** Opening TASK DATA block **
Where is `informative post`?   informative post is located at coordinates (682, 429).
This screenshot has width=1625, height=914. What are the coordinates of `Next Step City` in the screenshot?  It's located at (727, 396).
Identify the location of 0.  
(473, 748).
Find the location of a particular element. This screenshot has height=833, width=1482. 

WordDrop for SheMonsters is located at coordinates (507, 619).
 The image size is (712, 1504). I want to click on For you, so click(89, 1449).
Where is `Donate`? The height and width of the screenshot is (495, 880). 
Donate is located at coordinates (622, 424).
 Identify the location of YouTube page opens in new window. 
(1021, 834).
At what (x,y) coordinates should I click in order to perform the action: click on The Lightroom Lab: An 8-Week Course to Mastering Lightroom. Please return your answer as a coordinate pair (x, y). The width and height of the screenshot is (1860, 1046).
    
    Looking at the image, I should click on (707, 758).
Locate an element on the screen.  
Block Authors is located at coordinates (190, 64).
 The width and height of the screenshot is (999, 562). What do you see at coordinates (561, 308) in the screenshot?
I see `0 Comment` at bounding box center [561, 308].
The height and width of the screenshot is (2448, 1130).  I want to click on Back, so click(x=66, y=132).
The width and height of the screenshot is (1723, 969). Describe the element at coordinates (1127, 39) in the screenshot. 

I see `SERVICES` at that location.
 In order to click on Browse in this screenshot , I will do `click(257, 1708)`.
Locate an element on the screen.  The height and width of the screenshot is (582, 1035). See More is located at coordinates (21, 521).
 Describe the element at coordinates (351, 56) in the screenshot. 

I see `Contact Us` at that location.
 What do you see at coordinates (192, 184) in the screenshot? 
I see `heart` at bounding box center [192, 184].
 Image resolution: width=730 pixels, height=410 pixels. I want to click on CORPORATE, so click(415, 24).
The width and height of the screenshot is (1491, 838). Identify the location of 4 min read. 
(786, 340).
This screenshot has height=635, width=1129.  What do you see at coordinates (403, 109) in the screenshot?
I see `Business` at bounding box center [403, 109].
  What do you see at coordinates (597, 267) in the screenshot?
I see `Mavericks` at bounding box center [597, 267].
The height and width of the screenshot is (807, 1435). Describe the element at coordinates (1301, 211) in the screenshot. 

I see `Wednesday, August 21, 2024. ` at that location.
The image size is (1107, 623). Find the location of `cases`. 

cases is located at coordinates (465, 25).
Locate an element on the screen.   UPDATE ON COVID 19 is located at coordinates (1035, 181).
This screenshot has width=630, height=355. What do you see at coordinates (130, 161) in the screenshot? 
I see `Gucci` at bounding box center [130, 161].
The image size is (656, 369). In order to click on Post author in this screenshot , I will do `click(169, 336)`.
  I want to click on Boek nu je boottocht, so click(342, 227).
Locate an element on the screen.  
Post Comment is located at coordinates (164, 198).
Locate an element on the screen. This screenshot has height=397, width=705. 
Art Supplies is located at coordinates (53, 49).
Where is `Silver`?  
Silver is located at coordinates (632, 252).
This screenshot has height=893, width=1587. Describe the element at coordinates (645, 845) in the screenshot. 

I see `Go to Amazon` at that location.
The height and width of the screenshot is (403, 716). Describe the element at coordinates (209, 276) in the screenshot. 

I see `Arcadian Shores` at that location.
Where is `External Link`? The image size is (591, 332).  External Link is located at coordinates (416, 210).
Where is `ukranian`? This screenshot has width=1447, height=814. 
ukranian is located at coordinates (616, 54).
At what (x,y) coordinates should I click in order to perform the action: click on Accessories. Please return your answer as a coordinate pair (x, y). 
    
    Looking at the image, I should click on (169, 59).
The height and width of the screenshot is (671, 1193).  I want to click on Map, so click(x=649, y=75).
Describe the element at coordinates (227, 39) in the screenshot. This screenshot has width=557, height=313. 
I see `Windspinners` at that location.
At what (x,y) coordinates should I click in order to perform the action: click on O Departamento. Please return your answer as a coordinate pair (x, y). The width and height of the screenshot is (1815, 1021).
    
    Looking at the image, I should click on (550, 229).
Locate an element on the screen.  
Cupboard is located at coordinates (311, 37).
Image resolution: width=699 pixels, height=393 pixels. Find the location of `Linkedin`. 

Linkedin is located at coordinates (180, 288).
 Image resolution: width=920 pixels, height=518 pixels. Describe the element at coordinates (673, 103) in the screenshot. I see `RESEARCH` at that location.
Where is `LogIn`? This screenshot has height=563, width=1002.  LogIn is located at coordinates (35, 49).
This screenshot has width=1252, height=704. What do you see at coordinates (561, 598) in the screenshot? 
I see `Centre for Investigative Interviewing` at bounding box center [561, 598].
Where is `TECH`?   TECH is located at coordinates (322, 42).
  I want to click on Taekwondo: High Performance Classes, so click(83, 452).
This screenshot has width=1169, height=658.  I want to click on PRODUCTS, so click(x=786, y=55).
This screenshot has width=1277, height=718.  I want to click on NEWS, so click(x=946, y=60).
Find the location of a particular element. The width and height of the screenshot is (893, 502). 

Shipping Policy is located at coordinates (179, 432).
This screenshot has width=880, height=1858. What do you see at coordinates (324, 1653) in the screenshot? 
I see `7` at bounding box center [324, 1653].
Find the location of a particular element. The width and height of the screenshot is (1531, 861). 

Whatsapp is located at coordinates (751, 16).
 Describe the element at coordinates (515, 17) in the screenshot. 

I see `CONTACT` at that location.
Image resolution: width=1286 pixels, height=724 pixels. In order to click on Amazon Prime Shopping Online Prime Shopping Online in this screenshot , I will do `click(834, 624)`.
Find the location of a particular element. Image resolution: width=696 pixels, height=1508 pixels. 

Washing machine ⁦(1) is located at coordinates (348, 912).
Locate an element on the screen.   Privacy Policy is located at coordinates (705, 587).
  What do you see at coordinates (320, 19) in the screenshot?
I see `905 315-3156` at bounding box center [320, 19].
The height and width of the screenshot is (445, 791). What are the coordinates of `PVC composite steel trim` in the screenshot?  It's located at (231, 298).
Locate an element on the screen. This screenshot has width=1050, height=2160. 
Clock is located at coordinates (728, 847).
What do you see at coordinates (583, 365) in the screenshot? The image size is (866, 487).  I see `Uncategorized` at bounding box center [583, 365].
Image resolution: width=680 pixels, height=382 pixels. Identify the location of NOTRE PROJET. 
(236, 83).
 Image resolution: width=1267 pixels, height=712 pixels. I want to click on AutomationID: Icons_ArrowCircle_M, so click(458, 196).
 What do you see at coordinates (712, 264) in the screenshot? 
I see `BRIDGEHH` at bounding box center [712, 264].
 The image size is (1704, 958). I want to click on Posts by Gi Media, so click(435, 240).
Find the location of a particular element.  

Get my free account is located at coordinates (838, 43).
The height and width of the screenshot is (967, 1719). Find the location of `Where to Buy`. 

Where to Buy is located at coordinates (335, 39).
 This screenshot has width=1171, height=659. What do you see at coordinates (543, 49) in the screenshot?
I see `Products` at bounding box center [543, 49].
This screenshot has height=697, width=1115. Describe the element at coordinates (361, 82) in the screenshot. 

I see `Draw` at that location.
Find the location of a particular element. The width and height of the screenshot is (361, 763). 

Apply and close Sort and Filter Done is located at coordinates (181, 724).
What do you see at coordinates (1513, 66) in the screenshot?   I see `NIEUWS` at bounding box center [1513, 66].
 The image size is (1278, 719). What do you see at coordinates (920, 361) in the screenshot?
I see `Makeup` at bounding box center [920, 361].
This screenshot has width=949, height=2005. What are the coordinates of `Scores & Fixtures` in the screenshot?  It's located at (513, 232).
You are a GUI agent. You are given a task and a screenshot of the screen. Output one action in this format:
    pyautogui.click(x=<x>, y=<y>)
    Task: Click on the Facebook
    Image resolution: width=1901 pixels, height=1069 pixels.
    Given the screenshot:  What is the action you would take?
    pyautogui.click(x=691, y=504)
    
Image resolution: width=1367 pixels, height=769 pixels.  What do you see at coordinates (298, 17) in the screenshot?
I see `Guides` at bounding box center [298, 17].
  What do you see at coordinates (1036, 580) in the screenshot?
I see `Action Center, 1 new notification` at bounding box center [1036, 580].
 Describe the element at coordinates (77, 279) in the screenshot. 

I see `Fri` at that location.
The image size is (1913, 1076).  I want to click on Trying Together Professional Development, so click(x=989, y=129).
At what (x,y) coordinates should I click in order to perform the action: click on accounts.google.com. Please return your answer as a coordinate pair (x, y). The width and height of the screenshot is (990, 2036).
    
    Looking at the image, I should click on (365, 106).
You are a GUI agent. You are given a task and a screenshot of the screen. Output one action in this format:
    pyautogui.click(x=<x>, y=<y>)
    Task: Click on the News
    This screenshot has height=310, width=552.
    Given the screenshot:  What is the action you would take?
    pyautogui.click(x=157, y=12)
** Closing TASK DATA block **
* _TASK_: Retype the records above, but only those lines that fall between the line containing "Describe the element at coordinates (77, 279)" and the line containing "The image size is (1913, 1076).", with both of those lines included, exactly as written.

* _RESULT OF THE EXERCISE_:
 Describe the element at coordinates (77, 279) in the screenshot. 

I see `Fri` at that location.
The image size is (1913, 1076).  I want to click on Trying Together Professional Development, so click(x=989, y=129).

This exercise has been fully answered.